Premises liability, a separate legal theory generally based on principles of negligence, relates to the duty owed by a landowner or business owner to a visitor to his or her property.

For a customer who enters a retail business, that person is legally considered a “business invitee.” The duty of a business owner to its invitees is to maintain its premises in a reasonably safe condition.

For a customer to have a successful negligence and/or premises liability claim against a business, he or she would start by proving the business owner breached the duty to maintain the premises in a reasonably safe condition and/or otherwise fell below the requisite standard of care.

This analysis will be highly fact specific, and may involve presenting evidence regarding a retailer’s failure to implement, or follow CDC, OSHA and/or state guidelines related to COVID-19 (e.g., social distancing, masks, cleaning, etc.).

Even if the customer can establish that the business breached the requisite standard of care and/or breached the duty to maintain the premises in a reasonably safe condition, it likely will be even more challenging to prove that the breach caused him or her to contract the coronavirus.

Because the coronavirus is very contagious and widespread, and because the symptoms can take several days to manifest, there may be many potential sources for contracting the disease.

Beyond liability, the customer will also need to prove that they suffered damages such as temporary or permanent injury to their body, pain and suffering and, if applicable, loss of their ability to work for a period of time.

With respect to claims specifically against health care workers, Arizona Gov. Doug Ducey issued an executive order that raised the bar even higher to prove liability. Called the “Good Samaritan” Order, a person who alleges that a health care worker did not render appropriate treatment with respect to the virus would need to prove that the worker was grossly negligent or engaged in willful or reckless misconduct, rather than ordinary negligence.

Employee claims

If an employee returns to work, and contracts coronavirus, he or she has more limited options.

In Arizona, an employee is generally not allowed to sue his or her employer for negligence, premises liability or otherwise, unless there is an exceptional circumstance.

Instead, the employee would bring a Workers’ Compensation claim, which is an exclusive remedy.

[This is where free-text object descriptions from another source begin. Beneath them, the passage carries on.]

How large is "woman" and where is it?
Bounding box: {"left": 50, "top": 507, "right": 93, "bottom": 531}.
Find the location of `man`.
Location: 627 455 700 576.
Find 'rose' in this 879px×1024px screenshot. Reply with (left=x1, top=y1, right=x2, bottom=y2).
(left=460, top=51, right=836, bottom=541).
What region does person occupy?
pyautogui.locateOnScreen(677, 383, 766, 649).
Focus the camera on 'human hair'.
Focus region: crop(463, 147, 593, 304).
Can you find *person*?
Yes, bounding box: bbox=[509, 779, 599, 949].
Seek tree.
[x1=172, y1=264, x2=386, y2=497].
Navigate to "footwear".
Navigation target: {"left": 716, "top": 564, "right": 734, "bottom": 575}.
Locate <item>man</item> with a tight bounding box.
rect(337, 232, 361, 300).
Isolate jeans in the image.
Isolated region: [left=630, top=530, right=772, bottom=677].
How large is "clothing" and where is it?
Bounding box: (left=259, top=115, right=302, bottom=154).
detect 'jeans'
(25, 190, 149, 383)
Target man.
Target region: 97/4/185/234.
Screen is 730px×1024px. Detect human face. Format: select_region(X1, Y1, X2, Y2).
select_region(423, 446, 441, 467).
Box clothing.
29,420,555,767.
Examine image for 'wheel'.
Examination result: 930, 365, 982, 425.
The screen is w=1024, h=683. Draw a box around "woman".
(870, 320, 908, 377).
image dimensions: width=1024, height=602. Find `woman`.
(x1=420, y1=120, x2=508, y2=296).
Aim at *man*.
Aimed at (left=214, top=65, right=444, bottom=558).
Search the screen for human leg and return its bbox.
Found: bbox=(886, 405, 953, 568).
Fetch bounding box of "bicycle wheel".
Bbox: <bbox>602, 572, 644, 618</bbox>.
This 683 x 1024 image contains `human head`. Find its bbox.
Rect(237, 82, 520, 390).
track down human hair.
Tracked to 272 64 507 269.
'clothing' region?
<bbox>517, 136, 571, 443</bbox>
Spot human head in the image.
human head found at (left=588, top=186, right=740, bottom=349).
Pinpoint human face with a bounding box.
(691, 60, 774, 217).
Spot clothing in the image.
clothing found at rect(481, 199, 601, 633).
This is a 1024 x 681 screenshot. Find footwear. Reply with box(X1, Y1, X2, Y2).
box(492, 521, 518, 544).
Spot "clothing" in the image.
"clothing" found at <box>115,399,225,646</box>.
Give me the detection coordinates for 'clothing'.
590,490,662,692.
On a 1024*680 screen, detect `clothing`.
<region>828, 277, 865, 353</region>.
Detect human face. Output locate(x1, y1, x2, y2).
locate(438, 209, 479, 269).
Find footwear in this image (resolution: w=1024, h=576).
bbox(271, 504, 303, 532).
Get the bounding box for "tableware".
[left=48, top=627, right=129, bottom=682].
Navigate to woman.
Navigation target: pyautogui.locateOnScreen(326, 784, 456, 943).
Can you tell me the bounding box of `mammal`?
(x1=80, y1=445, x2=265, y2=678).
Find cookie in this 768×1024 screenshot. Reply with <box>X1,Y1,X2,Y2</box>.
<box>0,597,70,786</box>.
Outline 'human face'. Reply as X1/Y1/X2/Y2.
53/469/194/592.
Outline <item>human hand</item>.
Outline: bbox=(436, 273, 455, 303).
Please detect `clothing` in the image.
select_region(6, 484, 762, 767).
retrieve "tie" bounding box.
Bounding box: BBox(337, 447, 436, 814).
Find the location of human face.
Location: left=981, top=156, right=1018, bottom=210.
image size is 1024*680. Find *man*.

For such a claim, the employee does not need to prove that the employer breached a duty (e.g., to keep the premises safe).

However, among other things, the employee must prove legal causation, namely that he or she contracted the coronavirus while on the job --- thus entitling him or her to workers’ compensation benefits. The benefits can include coverage of medical bills and a percentage of lost earnings, but they do not include pain and suffering, which is a damage available under a negligence and premises liability claim.

Some states, like California, have issued orders that create a rebuttable presumption that an essential worker who is infected with Coronavirus contracted the virus on the job.

Thus, the worker does not need to prove that he or she contracted the virus on the job and, instead, the burden is on the employer to prove otherwise. At this time, Arizona has not adopted the rebuttable presumption standard.

Conclusion

We are in unprecedented times and it is likely, absent a federal or state liability shield for business, that there will be a flurry of personal injury claims filed by business customers and workers’ compensation claims filed by employees asserting they contracted COVID-19 at the business and suffered damages or are otherwise entitled to benefits.

While causation will be a steep hurdle to overcome for these claimants, the time and expense for business owners and/or their insurers to defend will be very real.

Businesses that adhere to the CDC, OSHA, state and local guidelines for operations and can prove compliance will be best situated to avoid prospective lawsuits and prevail if one is filed.

Editor's note: Marc Lamber is a trial attorney at Fennemore Craig.